Orchestrate plan-task

Breaks the next task from a plan into an implementable task file. Use when decomposing a multi-step plan into ordered work units.

install
source · Clone the upstream repo
git clone https://github.com/haowjy/orchestrate
Claude Code · Install into ~/.claude/skills/
T=$(mktemp -d) && git clone --depth=1 https://github.com/haowjy/orchestrate "$T" && mkdir -p ~/.claude/skills && cp -r "$T/skills/plan-task" ~/.claude/skills/haowjy-orchestrate-plan-task && rm -rf "$T"
manifest: skills/plan-task/SKILL.md
source content

Plan Task

Create the next implementable task from a plan.

When Invoked

Step 1: Read Inputs

Use these prompt variables:

  • {{PLAN_FILE}}
    — source plan to read

Resolve output directory:

  • Always use a path next to the plan:
    <dir-of-PLAN_FILE>/tasks
    .
  • Create the output directory if it does not exist.

Step 2: Read Progress

Gather context on what is already completed:

  1. Read
    {{PLAN_FILE}}
    and inspect status/phase tracking sections.
  2. If
    <resolved-tasks-dir>/progress.md
    exists, read it for prior completed tasks.
  3. If
    <resolved-tasks-dir>/task.md
    exists, use it as context for continuity.

Step 3: Determine Completion

If all phases/steps in the plan are complete:

  • Write only the text
    ALL_DONE
    to
    <resolved-tasks-dir>/task.md
    .
  • Stop here.

Step 4: Create Task File

Determine the next logical task from the plan.

Write

<resolved-tasks-dir>/task.md
. Include whatever structure makes sense, but the task file should give an implementing agent everything it needs:

  • Context: why this task is next
  • Scope: what to implement — files, functions, integration points
  • Acceptance criteria: how to verify it's done
  • Constraints: architectural limits, gotchas

A good task is self-contained: the codebase must be in a working state when done. Size is secondary — focus on logical completeness, not line count.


Your task:
Starting with the first line, output the data exactly, through to the last line.

(Given information)

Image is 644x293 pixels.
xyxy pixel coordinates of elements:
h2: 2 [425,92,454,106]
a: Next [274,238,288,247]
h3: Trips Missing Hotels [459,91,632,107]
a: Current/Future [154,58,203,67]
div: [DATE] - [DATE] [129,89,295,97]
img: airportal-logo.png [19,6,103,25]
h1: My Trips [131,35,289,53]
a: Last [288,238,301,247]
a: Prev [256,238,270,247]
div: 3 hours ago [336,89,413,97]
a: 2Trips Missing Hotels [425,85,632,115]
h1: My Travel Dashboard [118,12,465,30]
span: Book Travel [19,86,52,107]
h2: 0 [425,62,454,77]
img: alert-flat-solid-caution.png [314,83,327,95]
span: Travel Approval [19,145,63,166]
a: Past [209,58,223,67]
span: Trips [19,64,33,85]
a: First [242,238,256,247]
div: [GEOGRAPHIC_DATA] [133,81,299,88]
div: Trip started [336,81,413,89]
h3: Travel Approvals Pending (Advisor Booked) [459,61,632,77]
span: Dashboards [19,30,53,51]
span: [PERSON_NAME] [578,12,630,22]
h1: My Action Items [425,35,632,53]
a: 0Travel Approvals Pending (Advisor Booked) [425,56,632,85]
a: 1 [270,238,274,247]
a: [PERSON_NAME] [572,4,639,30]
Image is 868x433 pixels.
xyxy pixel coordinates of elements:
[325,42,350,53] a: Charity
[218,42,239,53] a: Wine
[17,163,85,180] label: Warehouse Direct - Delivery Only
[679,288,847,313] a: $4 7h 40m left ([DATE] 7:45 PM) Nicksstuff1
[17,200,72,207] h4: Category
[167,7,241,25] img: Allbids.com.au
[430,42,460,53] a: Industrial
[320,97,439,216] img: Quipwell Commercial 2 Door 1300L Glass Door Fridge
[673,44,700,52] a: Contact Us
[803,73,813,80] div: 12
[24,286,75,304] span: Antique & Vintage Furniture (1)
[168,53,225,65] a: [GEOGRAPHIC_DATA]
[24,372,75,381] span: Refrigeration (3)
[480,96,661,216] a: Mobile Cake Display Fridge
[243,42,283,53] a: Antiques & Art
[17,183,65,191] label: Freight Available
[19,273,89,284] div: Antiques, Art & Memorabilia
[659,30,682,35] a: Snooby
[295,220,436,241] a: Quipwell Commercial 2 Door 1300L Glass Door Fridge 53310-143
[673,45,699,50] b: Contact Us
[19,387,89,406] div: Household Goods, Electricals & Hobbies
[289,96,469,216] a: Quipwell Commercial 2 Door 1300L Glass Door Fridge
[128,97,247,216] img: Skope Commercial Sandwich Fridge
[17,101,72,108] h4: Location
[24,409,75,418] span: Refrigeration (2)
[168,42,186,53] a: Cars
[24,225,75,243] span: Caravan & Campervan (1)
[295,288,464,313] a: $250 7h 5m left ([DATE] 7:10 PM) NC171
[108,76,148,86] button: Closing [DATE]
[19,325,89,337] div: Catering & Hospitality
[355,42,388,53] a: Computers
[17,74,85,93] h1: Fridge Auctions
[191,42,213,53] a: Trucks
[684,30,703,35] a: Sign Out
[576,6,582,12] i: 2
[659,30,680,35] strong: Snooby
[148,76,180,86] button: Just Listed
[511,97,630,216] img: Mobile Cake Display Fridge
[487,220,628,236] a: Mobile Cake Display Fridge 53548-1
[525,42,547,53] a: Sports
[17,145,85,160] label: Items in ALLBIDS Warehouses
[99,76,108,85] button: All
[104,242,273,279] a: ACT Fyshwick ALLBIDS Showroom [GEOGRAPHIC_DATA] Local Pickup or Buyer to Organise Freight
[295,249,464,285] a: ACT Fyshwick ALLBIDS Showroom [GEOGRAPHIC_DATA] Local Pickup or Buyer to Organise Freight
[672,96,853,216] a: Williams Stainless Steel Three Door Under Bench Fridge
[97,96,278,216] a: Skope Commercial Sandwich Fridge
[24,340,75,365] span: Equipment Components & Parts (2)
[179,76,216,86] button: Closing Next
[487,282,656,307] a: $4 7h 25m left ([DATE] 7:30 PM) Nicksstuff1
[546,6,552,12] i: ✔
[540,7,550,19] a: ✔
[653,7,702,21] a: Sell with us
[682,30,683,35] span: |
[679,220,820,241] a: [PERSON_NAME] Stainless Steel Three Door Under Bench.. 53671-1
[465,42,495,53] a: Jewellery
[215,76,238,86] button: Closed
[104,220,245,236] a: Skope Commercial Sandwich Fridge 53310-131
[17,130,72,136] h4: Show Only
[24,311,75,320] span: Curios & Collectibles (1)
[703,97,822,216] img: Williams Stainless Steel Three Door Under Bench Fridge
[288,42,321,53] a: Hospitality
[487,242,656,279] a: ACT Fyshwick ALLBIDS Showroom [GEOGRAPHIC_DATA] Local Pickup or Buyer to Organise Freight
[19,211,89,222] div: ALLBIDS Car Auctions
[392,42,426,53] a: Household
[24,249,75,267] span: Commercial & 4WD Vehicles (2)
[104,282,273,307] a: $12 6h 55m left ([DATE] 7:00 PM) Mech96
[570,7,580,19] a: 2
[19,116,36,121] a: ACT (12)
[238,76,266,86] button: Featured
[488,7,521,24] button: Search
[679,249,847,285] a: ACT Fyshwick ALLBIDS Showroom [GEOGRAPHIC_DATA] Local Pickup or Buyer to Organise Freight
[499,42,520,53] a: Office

(End Given information)

Task output:
Image is 644x293 pixels.
xyxy pixel coordinates of elements:
h2: 2 [425,92,454,106]
a: Next [274,238,288,247]
h3: Trips Missing Hotels [459,91,632,107]
a: Current/Future [154,58,203,67]
div: [DATE] - [DATE] [129,89,295,97]
img: airportal-logo.png [19,6,103,25]
h1: My Trips [131,35,289,53]
a: Last [288,238,301,247]
a: Prev [256,238,270,247]
div: 3 hours ago [336,89,413,97]
a: 2Trips Missing Hotels [425,85,632,115]
h1: My Travel Dashboard [118,12,465,30]
span: Book Travel [19,86,52,107]
h2: 0 [425,62,454,77]
img: alert-flat-solid-caution.png [314,83,327,95]
span: Travel Approval [19,145,63,166]
a: Past [209,58,223,67]
span: Trips [19,64,33,85]
a: First [242,238,256,247]
div: [GEOGRAPHIC_DATA] [133,81,299,88]
div: Trip started [336,81,413,89]
h3: Travel Approvals Pending (Advisor Booked) [459,61,632,77]
span: Dashboards [19,30,53,51]
span: [PERSON_NAME] [578,12,630,22]
h1: My Action Items [425,35,632,53]
a: 0Travel Approvals Pending (Advisor Booked) [425,56,632,85]
a: 1 [270,238,274,247]
a: [PERSON_NAME] [572,4,639,30]
Image is 868x433 pixels.
xyxy pixel coordinates of elements:
[325,42,350,53] a: Charity
[218,42,239,53] a: Wine
[17,163,85,180] label: Warehouse Direct - Delivery Only
[679,288,847,313] a: $4 7h 40m left ([DATE] 7:45 PM) Nicksstuff1
[17,200,72,207] h4: Category
[167,7,241,25] img: Allbids.com.au
[430,42,460,53] a: Industrial
[320,97,439,216] img: Quipwell Commercial 2 Door 1300L Glass Door Fridge
[673,44,700,52] a: Contact Us
[803,73,813,80] div: 12
[24,286,75,304] span: Antique & Vintage Furniture (1)
[168,53,225,65] a: [GEOGRAPHIC_DATA]
[24,372,75,381] span: Refrigeration (3)
[480,96,661,216] a: Mobile Cake Display Fridge
[243,42,283,53] a: Antiques & Art
[17,183,65,191] label: Freight Available
[19,273,89,284] div: Antiques, Art & Memorabilia
[659,30,682,35] a: Snooby
[295,220,436,241] a: Quipwell Commercial 2 Door 1300L Glass Door Fridge 53310-143
[673,45,699,50] b: Contact Us
[19,387,89,406] div: Household Goods, Electricals & Hobbies
[289,96,469,216] a: Quipwell Commercial 2 Door 1300L Glass Door Fridge
[128,97,247,216] img: Skope Commercial Sandwich Fridge
[17,101,72,108] h4: Location
[24,409,75,418] span: Refrigeration (2)
[168,42,186,53] a: Cars
[24,225,75,243] span: Caravan & Campervan (1)
[295,288,464,313] a: $250 7h 5m left ([DATE] 7:10 PM) NC171
[108,76,148,86] button: Closing [DATE]
[19,325,89,337] div: Catering & Hospitality
[355,42,388,53] a: Computers
[17,74,85,93] h1: Fridge Auctions
[191,42,213,53] a: Trucks
[684,30,703,35] a: Sign Out
[576,6,582,12] i: 2
[659,30,680,35] strong: Snooby
[148,76,180,86] button: Just Listed
[511,97,630,216] img: Mobile Cake Display Fridge
[487,220,628,236] a: Mobile Cake Display Fridge 53548-1
[525,42,547,53] a: Sports
[17,145,85,160] label: Items in ALLBIDS Warehouses
[99,76,108,85] button: All
[104,242,273,279] a: ACT Fyshwick ALLBIDS Showroom [GEOGRAPHIC_DATA] Local Pickup or Buyer to Organise Freight
[295,249,464,285] a: ACT Fyshwick ALLBIDS Showroom [GEOGRAPHIC_DATA] Local Pickup or Buyer to Organise Freight
[672,96,853,216] a: Williams Stainless Steel Three Door Under Bench Fridge
[97,96,278,216] a: Skope Commercial Sandwich Fridge
[24,340,75,365] span: Equipment Components & Parts (2)
[179,76,216,86] button: Closing Next
[487,282,656,307] a: $4 7h 25m left ([DATE] 7:30 PM) Nicksstuff1
[546,6,552,12] i: ✔
[540,7,550,19] a: ✔
[653,7,702,21] a: Sell with us
[682,30,683,35] span: |
[679,220,820,241] a: [PERSON_NAME] Stainless Steel Three Door Under Bench.. 53671-1
[465,42,495,53] a: Jewellery
[215,76,238,86] button: Closed
[104,220,245,236] a: Skope Commercial Sandwich Fridge 53310-131
[17,130,72,136] h4: Show Only
[24,311,75,320] span: Curios & Collectibles (1)
[703,97,822,216] img: Williams Stainless Steel Three Door Under Bench Fridge
[288,42,321,53] a: Hospitality
[487,242,656,279] a: ACT Fyshwick ALLBIDS Showroom [GEOGRAPHIC_DATA] Local Pickup or Buyer to Organise Freight
[19,211,89,222] div: ALLBIDS Car Auctions
[392,42,426,53] a: Household
[24,249,75,267] span: Commercial & 4WD Vehicles (2)
[104,282,273,307] a: $12 6h 55m left ([DATE] 7:00 PM) Mech96
[570,7,580,19] a: 2
[19,116,36,121] a: ACT (12)
[238,76,266,86] button: Featured
[488,7,521,24] button: Search
[679,249,847,285] a: ACT Fyshwick ALLBIDS Showroom [GEOGRAPHIC_DATA] Local Pickup or Buyer to Organise Freight
[499,42,520,53] a: Office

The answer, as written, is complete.